Creating a Development Dynamic: Final Report of the Digital Opportunity Initiative
The Digital Opportunity Initiative (DOI) is a partnership between Accenture, the Markle Foundation, and the United Nations Development Programme (UNDP) (click here for a Programme Description). In this report, the DOI examines the use of information and communication technology (ICT) to meet specific development imperatives at the national level in developing countries worldwide. While stressing that there is no 'one size fits all' approach, the report finds that the successful experience of some developing countries points to the need to avoid overly ambitious, top-down approaches and to secure multi-stakeholder involvement (especially at the local, community level). DOI suggests that forming strategic compacts and partnerships is a powerful strategy for creating consensus, enabling cooperative action, and tackling challenges. Multi-dimensional and multi-sectoral approaches, DOI claims, also support the movement of discussions about policy and institutional change out of particular sectors to the public realm.
The following excerpted material from the Executive Summary elaborates how and why ICT initiatives that have pursued these strategies have supported development goals:
"...The identification of, and continued focus on, both economic and social development goals is a key determinant of success. Solutions should also be realistic, flexible and sensitive to local conditions, and should be backed by strong public and private institutional support. Above all, there should be a strong commitment to local participation and the fulfillment of local needs, as well as political will at the highest level. Additional analysis of the approach to ICT policy taken by developing countries shows that ICT can play a significant role as part of an overall national strategy for development. In this respect, countries have pursued diverse strategies...
These varied experiences have revealed some important lessons about the role of ICT in development:
- An export focus can produce significant economic benefits, such as growth and foreign investment, but these gains do not automatically translate into progress on broader development goals.
- Building domestic ICT production capacity may address local needs and help strengthen domestic economic linkages, but it can significantly restrict countries' ability to adopt new technologies and to gain competitive advantage in the global economy.
- It is imperative to use ICT to improve the competitive position of a developing country in the global economy, but this may fail to meet some development goals if it diverts attention from fostering local markets and businesses.
- An explicit focus on using ICT in pursuit of development goals allows countries to achieve a wide diffusion of benefits from ICT and contributes to both broad-based economic growth and specific development goals.
- A number of interrelated factors should be addressed to maximize the benefits of ICT for development. These include building human capacity, creating incentives for enterprise, developing appropriate content and increasing competition, especially among telecommunications and Internet-related businesses.
- Finally, the success of national ICT strategies is dependent upon the coordination and alignment of efforts undertaken by all actors involved, at global, local and national levels.
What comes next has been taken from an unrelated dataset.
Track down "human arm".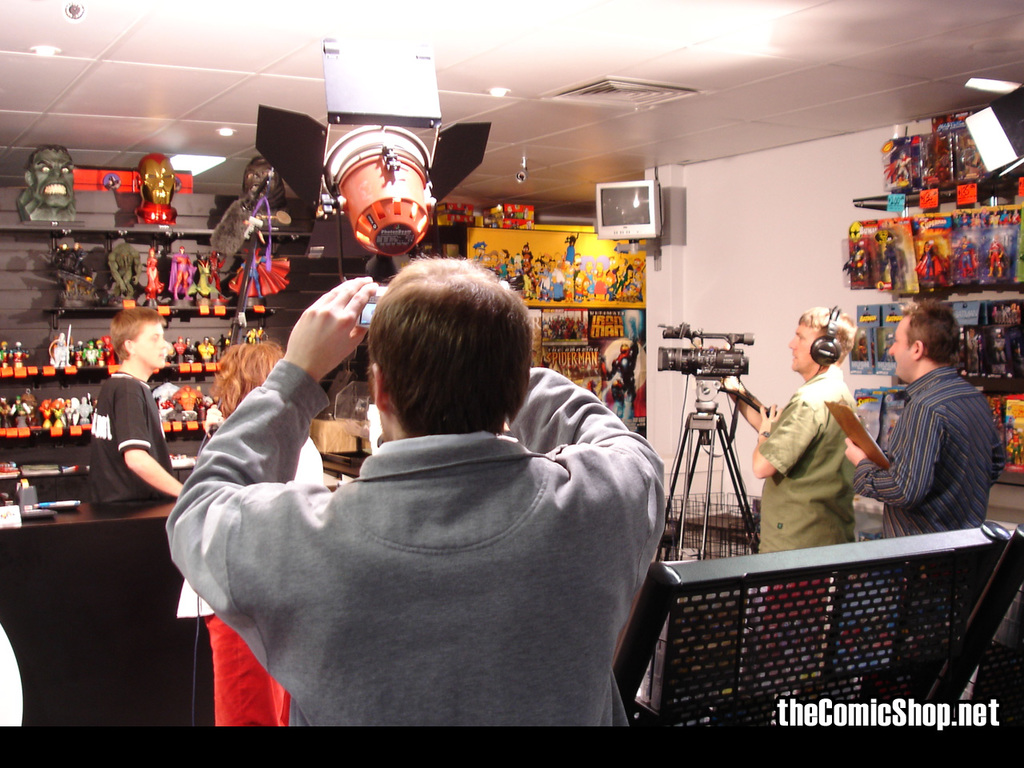
Tracked to 714, 369, 779, 434.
Based on these lessons, the DOI has developed a strategic framework to help guide stakeholders in investing in and implementing strategies which take advantage of the potential of ICT to accelerate social and economic development. The framework consists of five critically interrelated areas for strategic intervention:
Infrastructure - deploying a core ICT network infrastructure, achieving relative ubiquity of access, and investing in strategically-focused capacity to support high development priorities.
Human Capacity - building a critical mass of knowledge workers, increasing technical skills among users and strengthening local entrepreneurial and managerial capabilities.
Policy - supporting a transparent and inclusive policy process, promoting fair and open competition, and strengthening institutional capacity to implement and enforce policies.
Enterprise - improving access to financial capital, facilitating access to global and local markets, enforcing appropriate tax and property rights regimes, enabling efficient business processes and stimulating domestic demand for ICT.
Content and Applications - providing demand-driven information which is relevant to the needs and conditions experienced by local people.
...Providing such strategic interventions are properly conceived and implemented, interaction between them has the potential to create significant multiplier and network effects. These can ignite a virtuous circle of sustainable social and economic development - 'a development dynamic'..."
To download the full report:
Click here [PDF version]
Click here [Word version]
Click here [HTML version]
DOI site; and "Global Digital Opportunities: National Strategies of "ICT for Development", by Frederick S. Tipson and Claudia Frittelli, The Markle Foundation.